• **WHAT TO DO**: Every line from the one with "This screenshot has width=476, height=476." to the one with "This screenshot has width=868, height=488.", including those two, is to be copied exactly; all other lines of the entries below are left out.
SOURCE INFORMATION: Begin
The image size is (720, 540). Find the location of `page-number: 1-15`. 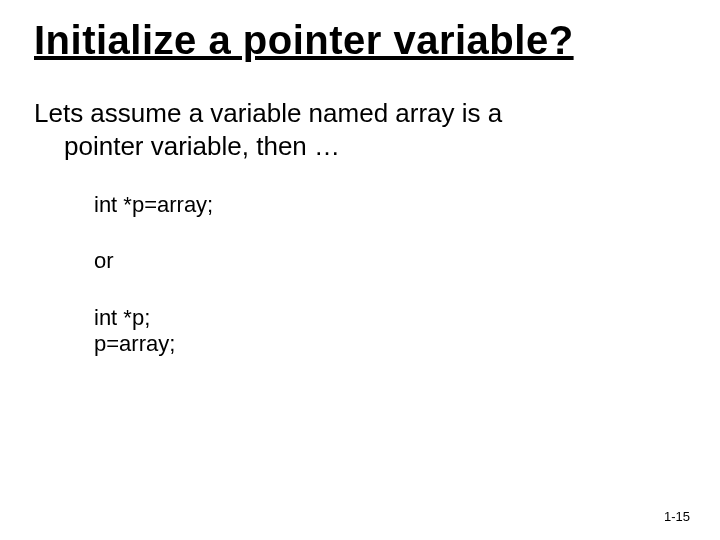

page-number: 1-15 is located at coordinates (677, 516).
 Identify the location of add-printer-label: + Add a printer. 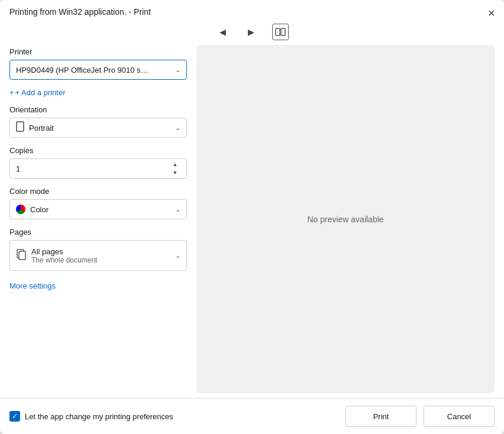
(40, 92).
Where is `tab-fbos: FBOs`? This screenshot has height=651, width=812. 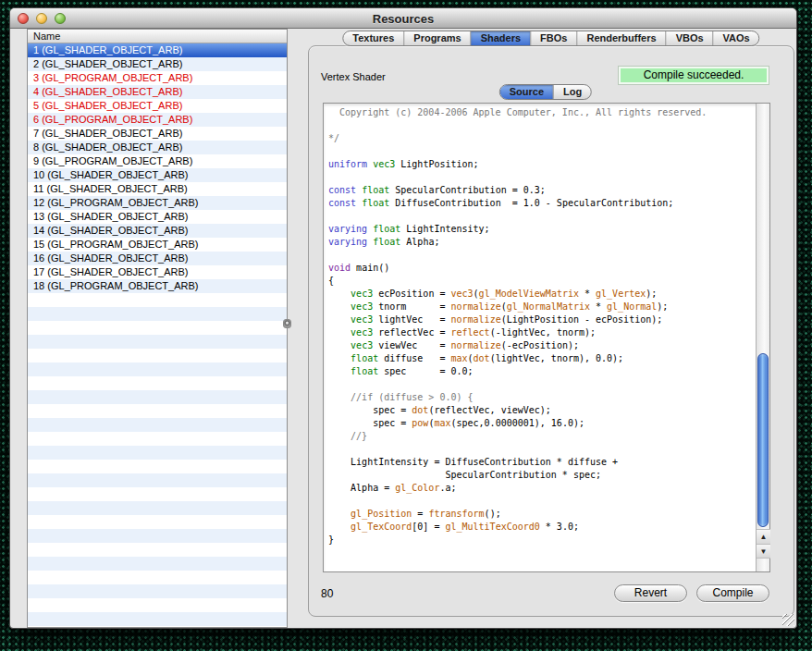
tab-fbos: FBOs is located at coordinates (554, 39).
SOURCE INFORMATION: End
SOURCE INFORMATION: Begin
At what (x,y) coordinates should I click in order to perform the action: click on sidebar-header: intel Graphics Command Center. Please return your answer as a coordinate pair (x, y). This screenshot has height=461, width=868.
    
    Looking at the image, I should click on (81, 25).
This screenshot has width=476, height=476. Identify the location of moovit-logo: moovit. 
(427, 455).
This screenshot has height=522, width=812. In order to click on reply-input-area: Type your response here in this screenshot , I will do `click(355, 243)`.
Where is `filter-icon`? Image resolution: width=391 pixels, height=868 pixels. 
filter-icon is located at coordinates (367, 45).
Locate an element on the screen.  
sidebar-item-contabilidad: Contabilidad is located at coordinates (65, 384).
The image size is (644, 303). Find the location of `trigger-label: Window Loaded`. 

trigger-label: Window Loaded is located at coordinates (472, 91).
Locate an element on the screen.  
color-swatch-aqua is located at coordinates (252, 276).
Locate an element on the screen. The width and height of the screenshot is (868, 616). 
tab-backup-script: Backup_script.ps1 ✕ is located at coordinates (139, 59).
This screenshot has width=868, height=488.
SOURCE INFORMATION: End
• **EXERCISE OUTPUT**:
This screenshot has width=476, height=476. Identify the location of moovit-logo: moovit. 
(427, 455).
This screenshot has height=522, width=812. In order to click on reply-input-area: Type your response here in this screenshot , I will do `click(355, 243)`.
Where is `filter-icon`? Image resolution: width=391 pixels, height=868 pixels. 
filter-icon is located at coordinates (367, 45).
Locate an element on the screen.  
sidebar-item-contabilidad: Contabilidad is located at coordinates (65, 384).
The image size is (644, 303). Find the location of `trigger-label: Window Loaded`. 

trigger-label: Window Loaded is located at coordinates (472, 91).
Locate an element on the screen.  
color-swatch-aqua is located at coordinates (252, 276).
Locate an element on the screen. The width and height of the screenshot is (868, 616). 
tab-backup-script: Backup_script.ps1 ✕ is located at coordinates (139, 59).
This screenshot has width=868, height=488.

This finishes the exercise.